Impact of Pallet Storage

The Impact of Pallet Storage on the Modern Warehouse

 

The origin of warehousing is older than most people might think. The earliest form was probably the granary. This would have been a simple shelter that served to store any excess grain harvested during the good years to provide a reserve for the villagers in the event of famine. It was the steady growth of trading states such as ancient Rome that, long before the invention of the pallet, prompted the need for vast areas of storage space. Interestingly, one such facility, located on the road to Rome’s port of Ostia, covered a total area of 21 000 square metres, more than twice that of most warehouses in the US today.

 

During the Middle Ages, as additional trade routes were opened up and new merchandise became available, other nations joined the market and soon needed to construct similar warehousing facilities in and around their ports. Today, however, such facilities are found not just at the dockside but in industrial complexes nationwide. While already large, without pallet storage, they would need to be far more extensive and probably more numerous also.

 

Initially, these buildings were used mainly to accommodate large items while the smaller packages were packed into storerooms, often within local shopkeepers’ homes. Following the industrial revolution, manufactured goods and canned foods of similar shapes and sizes enabled producers to pack large numbers of a given item into a single wooden crate or cardboard box. The resulting uniformity served to free up some badly needed extra space, even before the introduction of pallet storage. Because the boxes and crates could then be placed closer together and assembled into stable vertical stacks, warehouse owners could fit more goods into their existing space.

 

That said, the tasks of packing newly arrived goods and retrieving those scheduled for distribution to shops and factories required workers with sufficient strength and stamina to withstand a long day of backbreaking lifting and carrying. It was only in 1925, ten years after the invention of that forklift, that a modification to the skids used to move boxes and crates made pallet storage possible. The combination of lift trucks and wooden pallets would change warehousing’s nature forever, although not before one or two further modifications.
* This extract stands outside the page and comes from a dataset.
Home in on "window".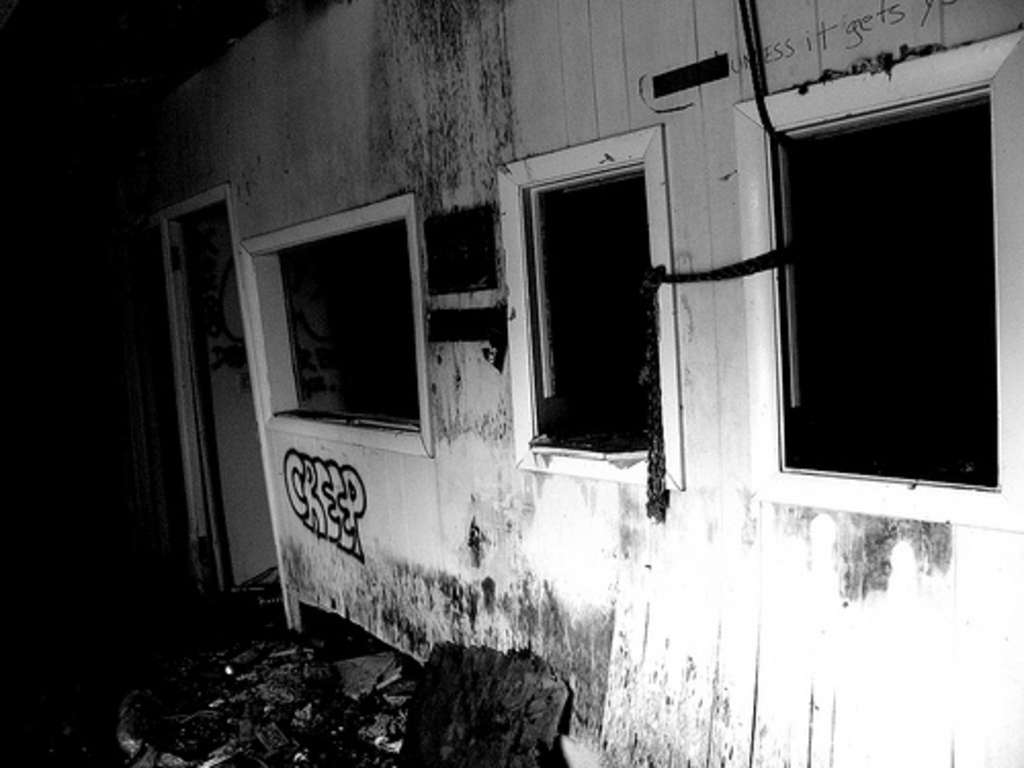
Homed in at [x1=496, y1=121, x2=678, y2=487].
It was an improved pallet design enabling forklift access from all four sides and the introduction of standardized sizes, which, together, proved to be the turning point for the industry.

 

From that point on, it was no longer necessary to handle each box and crate individually. Instead, the option to employ pallet storage meant it was then possible to mount multiple containers on a single wooden platform and use a lift truck to handle the much heavier load. The new option made it practical to store goods at greater heights and make better use of the available floor space. Even more significantly, it allowed a single forklift driver to perform tasks that would have previously required several operators on foot.

 

While there can be no doubt that the invention of the pallet had a profound effect on the storage industry, the story doesn’t end there. Today, while those uniform wooden platforms remain at the heart of the task, the entire handing process can now be fully automated and controlled from an office desk.